PORTLAND, Ore. – Two seminarians – a monk and a future diocesan pastor – say their differing paths complement each other.
Philip Okwama, 31, is in his third year at hilltop Mount Angel Seminary, 30 miles south of Portland. He plans to spend his life as a parish priest in western Oregon, promising celibacy, simplicity of life and obedience to his archbishop.
As a boy in the southern Kenyan town of Migori, not far from Lake Victoria, Okwama was summoned one day to help prepare the parish house for the arrival of a new pastor. On the way back home, he and his younger brothers walked past a home for widows, usually a sad and quiet place. But on this day, the women were standing around a stranger and laughing heartily, sharing stories. What kind of man, Philip wondered, could bring such brightness to a place like that?
The following Sunday at church, the boy realized that the man he saw was the new pastor. And as the years went by, he observed how this priest lived humbly for others and inspired others to do the same.
“He evangelized the parish,” Okwama said in an interview with the Catholic Sentinel, newspaper of the Portland Archdiocese. “He called parishioners to care for others in need, to be with them, share time, accompany them.”
That kind of service, with the Eucharist celebrated in a way that compels people to love others, is what Okwama hopes for in his own parish life. He already has the language tools for his ministry by speaking English, French, Swahili and his tribal language, Luo.
Brother Jacob Stronach, 41, is a fourth-year seminarian and he was just ordained a deacon during his fourth year of seminary. Brother Jacob opted for Benedictine monastic life, and will spend most of his years at Mount Angel Abbey in prayer and work. He has professed the vows of obedience, stability and “conversion of life.” Chastity and simplicity are an assumed part of the monastic way.
Born into a Pentecostal family, young Mark Stronach lost touch with his faith until the mid-1990s when his parents died of cancer. He said he gazed at his father’s lifeless body and embraced the idea of an everlasting soul. That started an intellectual and spiritual trek that would eventually bring him to the abbey’s door.

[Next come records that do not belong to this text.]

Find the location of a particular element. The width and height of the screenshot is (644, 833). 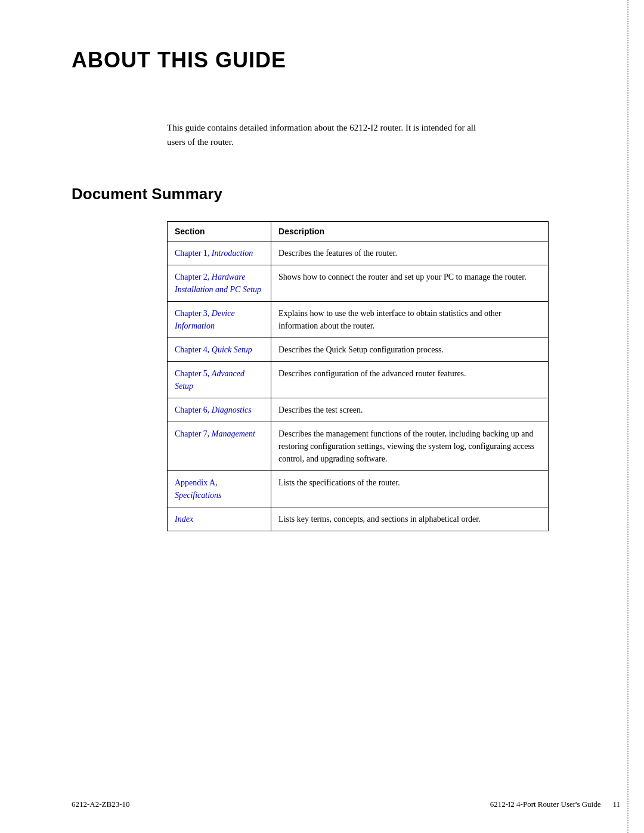

table-row: IndexLists key terms, concepts, and sect… is located at coordinates (358, 519).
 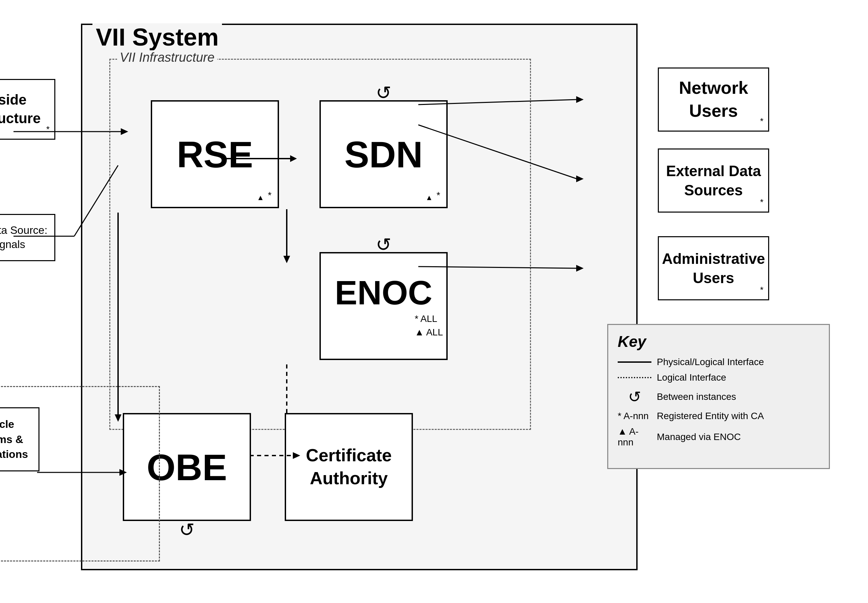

“My whole view of the universe, if I really believed in the immortality of the soul, was starting to change,” he told the Catholic Sentinel. “I came to God through his pain-installment plan.”
As he healed, he began reading about religion and decided the most substantial ideas could be found in Catholicism. The history of the church impressed and thrilled him. He found the writings of Blessed John Henry Newman, the famous 19th-century British theologian and spiritual writer who left the Anglican Church and became Catholic, especially articulate and inspiring.
He called the local parish and entered classes for those who want to join the church. Before long, he felt a call to serve as a priest and was consulting with vocations directors.
A friend invited him to Mount Angel and he went, realizing for the first time Oregon has a monastery.
He also began to see the Benedictines would be a good fit.
“I was feeling a desire for longer time in prayer, study and silence,” he said.
Okwama, considering his story and Brother Jacob’s, cites St. Therese of Lisieux, who wrote that the varied vocations of the church are best understood as different ways to love.
Monks, Okwama said, live at a monastery where visitors – including seminarians at Mount Angel – can come “draw the living water.”
He explains that diocesan priests, by comparison, go out to the world to point out and express the love of God in daily life.
“The monks are really teaching us to live in humility,” Okwama said. “They teach us as future pastors to give that kind of servant leadership.”
Brother Jacob is in the middle of an intern year at Sacred Heart Parish in nearby Gervais. He calls the pastor there, Father Ron Nelson, “an edifying example.” Parish priests, the monk says, because they are so much in contact with the world, offer a good model for the task of all Christians – bringing sacred truths to a society that is becoming more and more secular.
With that, Okwama and Brother Jacob set off side by side on a blustery afternoon at the hilltop abbey, headed to a class on Scripture.